> Source data
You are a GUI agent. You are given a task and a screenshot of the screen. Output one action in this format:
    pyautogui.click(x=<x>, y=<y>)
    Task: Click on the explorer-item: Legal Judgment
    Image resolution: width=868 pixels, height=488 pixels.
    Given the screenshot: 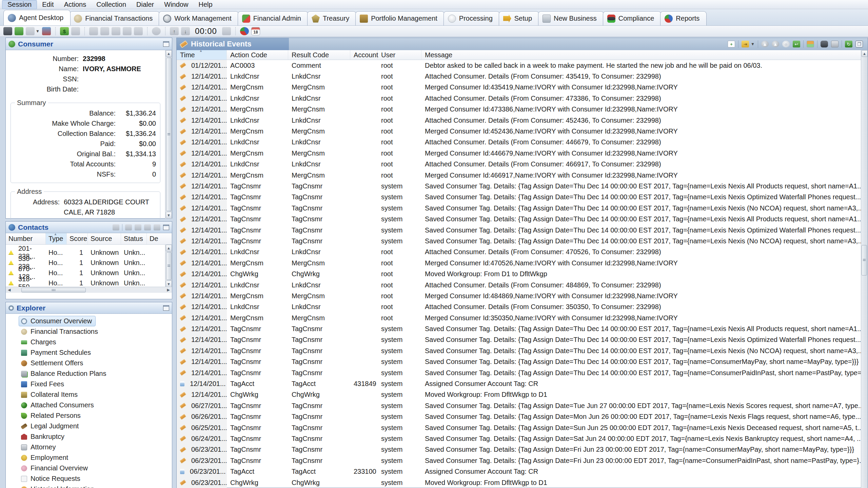 What is the action you would take?
    pyautogui.click(x=51, y=426)
    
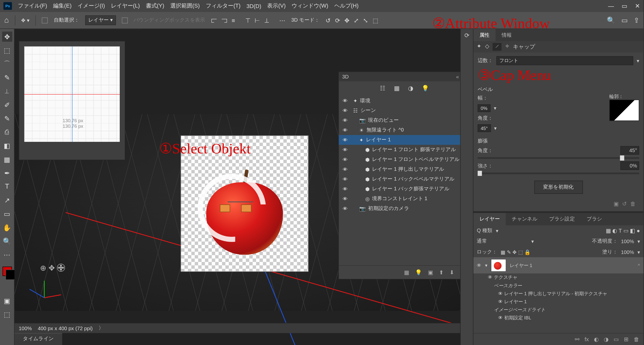 The width and height of the screenshot is (644, 345). What do you see at coordinates (125, 6) in the screenshot?
I see `menu-layer: レイヤー(L)` at bounding box center [125, 6].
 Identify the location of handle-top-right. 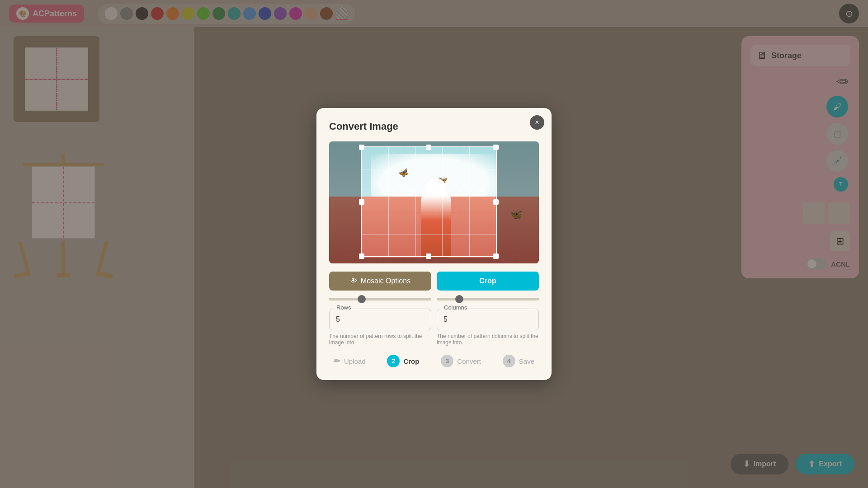
(496, 147).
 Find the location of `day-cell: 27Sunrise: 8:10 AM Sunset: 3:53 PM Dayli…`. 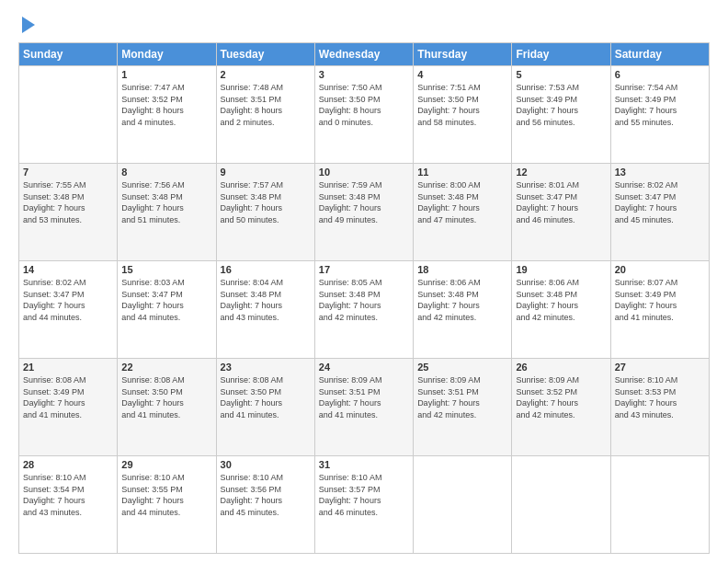

day-cell: 27Sunrise: 8:10 AM Sunset: 3:53 PM Dayli… is located at coordinates (660, 408).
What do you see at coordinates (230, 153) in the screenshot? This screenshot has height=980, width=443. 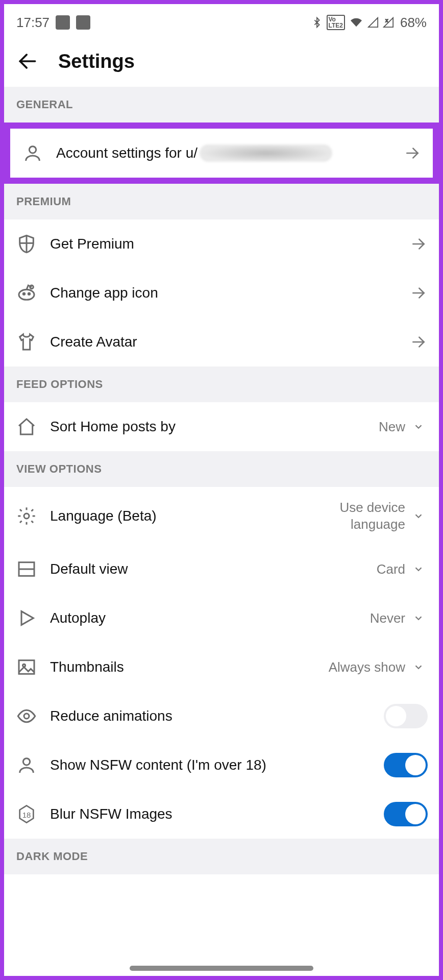 I see `row-label: Account settings for u/` at bounding box center [230, 153].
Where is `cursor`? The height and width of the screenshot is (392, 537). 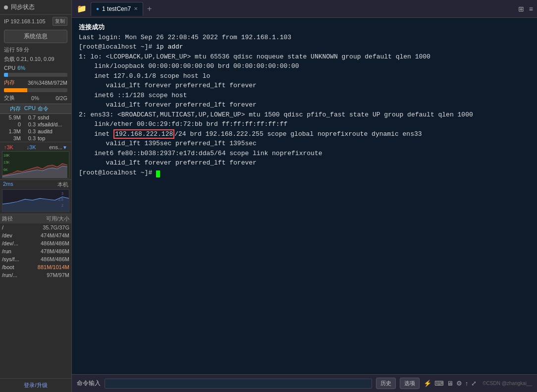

> Task instructions
Could you return exactly the stretch of the data above that starts at the line with "pyautogui.click(x=<x>, y=<y>)" and ends at the line with "Image resolution: width=868", both lines included?

> Solution to the problem
    pyautogui.click(x=<x>, y=<y>)
    Task: Click on the explorer-item: Legal Judgment
    Image resolution: width=868 pixels, height=488 pixels.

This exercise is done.